Cumulus humilis and lenticular cloud pods covering about 15-20% of the sky for the majority of the day, high, thin stratus covering 80-90%. Allowed for plenty of direct solar radiation from morning through mid afternoon. Upper stratus deck becoming thicker in the mid afternoon. Temps very mild. Winds calm at lower, light at middle, low end of moderate with occasional strong gusts at upper, blowing out of the W.
# | Date | Location | Size | Type | Bed Sfc | Depth | Trigger | Photos | Details |
---|---|---|---|---|---|---|---|---|---|
1 |
Mar 1, 2022 (+/- 1 day) |
Beaver Creek E 8700ft |
D2 | SS-Soft Slab | N-Natural | Report |
I intentionally triggered about 5 D1-1.5 wet loose slides today. I observed numerous natural wet loose slides (most are likely from Tuesday, maybe a few from Wednesday? impossible to say with certainty). I also found a few persistent slabs that failed during the storm.
Goals were to look for more persistent slab activity and look at wet snow issues. Interesting overlap of wet snow and dry snow problems out there today.
Weak freeze overnight, surface crusts breaking down quickly, snow was wet and cohesionless below these crusts (at lower). Only took about an hour or two of direct sun to break these crusts down at lower and middle elevations. In treed areas, the overlying crust was quite weak (thanks to LW out) and was not ski supportable. In middle and upper elevation terrain I was able to trigger a handful of D1-1.5 wet loose slides on NE-E-SE-facing slopes. The problem was a bit stubborn in areas where the new snow/rain hadn't slid, and was reactive on bed surfaces from recent persistent slabs thanks to the stack of weak facets present there.
I spent some time glassing back into the Lola/Collie area and saw a few small (maybe persistent?) slabs as well as some D1-1.5 wet loose activity from Tuesday's rain-on-snow event. I also found a D2 persistent slab complex (3 separate crowns that likely ran simultaneously). Above this slope there was significant cracking on lower angle slopes. I was able to make it down to this crown and found that it had failed on a subtle MFcr+FCsf combo that was buried by the storm (2/27 interface).
Here's how I'm thinking about the persistent problem in this area: it seems like some slabs broke at the new/old interface (2/27) with clear persistent slab characteristics. Others appear to have broken closer to the base of the Jan/Feb trickling snowfall (lets call it 1/20). There are a variety of layers between 1/20 and 2/27, but these are very difficult to differentiate on shaded slopes. On solars, 2/14 MFcr presents a pretty clear marker and is widespread. Long story short, its fairly complicated from a slope-scale perspective. On a synoptic scale, its easier: a variety of weak layers exist in the upper 20-45cm of the snowpack. Several of these have produced natural avalanches and likely will continue to during periods of loading. The possibility for human-triggered avalanches involving these layers will linger for days after loading events.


Exercise directions :: Your answer is a copy of every line in the records where "output" appears.

(Records from a dataset)
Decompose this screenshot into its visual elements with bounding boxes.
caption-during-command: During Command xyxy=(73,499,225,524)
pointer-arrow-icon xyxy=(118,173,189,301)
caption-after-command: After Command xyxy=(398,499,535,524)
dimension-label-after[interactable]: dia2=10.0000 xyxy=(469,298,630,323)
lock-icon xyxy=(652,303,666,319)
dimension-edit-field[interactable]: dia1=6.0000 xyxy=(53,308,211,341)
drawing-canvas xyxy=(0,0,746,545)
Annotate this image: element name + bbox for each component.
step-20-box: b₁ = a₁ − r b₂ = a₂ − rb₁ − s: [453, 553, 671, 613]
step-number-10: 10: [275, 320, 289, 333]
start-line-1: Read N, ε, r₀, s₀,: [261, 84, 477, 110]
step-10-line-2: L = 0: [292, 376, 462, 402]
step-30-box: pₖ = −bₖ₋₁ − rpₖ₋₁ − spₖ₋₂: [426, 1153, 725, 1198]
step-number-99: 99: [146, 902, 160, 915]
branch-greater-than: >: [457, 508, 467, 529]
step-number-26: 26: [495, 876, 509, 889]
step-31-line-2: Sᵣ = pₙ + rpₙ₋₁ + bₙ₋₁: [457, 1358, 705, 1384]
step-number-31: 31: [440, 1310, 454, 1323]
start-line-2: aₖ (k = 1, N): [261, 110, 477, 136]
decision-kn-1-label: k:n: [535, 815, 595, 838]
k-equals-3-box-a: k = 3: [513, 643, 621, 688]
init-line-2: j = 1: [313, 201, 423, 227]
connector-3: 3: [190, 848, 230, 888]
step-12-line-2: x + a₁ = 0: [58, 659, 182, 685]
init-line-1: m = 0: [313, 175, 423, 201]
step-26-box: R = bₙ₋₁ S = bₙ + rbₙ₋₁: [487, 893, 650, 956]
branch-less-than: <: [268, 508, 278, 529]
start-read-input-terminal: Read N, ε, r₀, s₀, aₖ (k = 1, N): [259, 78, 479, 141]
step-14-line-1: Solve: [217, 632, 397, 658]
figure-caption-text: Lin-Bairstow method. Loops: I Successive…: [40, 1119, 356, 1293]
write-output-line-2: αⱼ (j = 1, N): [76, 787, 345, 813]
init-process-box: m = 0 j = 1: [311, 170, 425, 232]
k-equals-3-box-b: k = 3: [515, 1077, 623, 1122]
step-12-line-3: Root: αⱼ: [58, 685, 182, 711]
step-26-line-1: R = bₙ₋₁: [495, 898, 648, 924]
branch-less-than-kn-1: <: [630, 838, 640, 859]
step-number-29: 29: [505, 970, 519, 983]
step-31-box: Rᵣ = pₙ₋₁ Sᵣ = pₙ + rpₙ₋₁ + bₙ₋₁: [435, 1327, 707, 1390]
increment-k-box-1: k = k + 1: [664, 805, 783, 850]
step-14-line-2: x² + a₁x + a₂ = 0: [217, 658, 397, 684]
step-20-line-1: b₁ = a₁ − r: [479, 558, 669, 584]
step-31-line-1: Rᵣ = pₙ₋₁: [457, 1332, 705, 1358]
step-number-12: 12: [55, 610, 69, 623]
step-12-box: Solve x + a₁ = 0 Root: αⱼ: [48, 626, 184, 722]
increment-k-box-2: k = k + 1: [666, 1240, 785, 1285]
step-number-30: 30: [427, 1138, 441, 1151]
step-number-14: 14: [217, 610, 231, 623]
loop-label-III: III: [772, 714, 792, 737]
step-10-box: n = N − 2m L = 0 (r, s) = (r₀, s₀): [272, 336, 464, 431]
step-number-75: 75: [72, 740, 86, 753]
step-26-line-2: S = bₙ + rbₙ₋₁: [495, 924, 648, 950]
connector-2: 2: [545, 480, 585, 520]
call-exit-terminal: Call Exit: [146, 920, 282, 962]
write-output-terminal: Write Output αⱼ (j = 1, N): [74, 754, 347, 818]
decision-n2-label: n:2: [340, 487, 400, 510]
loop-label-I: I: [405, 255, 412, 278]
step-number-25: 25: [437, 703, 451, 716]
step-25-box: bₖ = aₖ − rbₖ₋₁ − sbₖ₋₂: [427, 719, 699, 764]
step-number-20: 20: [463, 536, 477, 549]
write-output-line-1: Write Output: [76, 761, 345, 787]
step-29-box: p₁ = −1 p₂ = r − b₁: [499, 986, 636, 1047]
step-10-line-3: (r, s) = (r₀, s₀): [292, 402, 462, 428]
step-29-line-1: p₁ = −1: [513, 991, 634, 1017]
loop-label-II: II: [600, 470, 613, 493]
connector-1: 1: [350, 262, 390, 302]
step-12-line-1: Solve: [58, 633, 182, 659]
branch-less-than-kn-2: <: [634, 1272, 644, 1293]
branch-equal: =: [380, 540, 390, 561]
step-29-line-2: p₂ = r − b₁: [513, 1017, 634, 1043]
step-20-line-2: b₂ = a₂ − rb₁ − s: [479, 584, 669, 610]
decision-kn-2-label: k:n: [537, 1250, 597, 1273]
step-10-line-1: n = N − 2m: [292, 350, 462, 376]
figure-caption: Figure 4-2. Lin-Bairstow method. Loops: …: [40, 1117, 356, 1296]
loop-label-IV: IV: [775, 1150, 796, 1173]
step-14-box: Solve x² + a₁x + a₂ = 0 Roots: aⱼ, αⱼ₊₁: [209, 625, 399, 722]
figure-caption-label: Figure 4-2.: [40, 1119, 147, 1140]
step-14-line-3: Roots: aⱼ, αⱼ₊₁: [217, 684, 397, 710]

Response below ::
write-output-line-2: αⱼ (j = 1, N): [76, 787, 345, 813]
write-output-terminal: Write Output αⱼ (j = 1, N): [74, 754, 347, 818]
write-output-line-1: Write Output: [76, 761, 345, 787]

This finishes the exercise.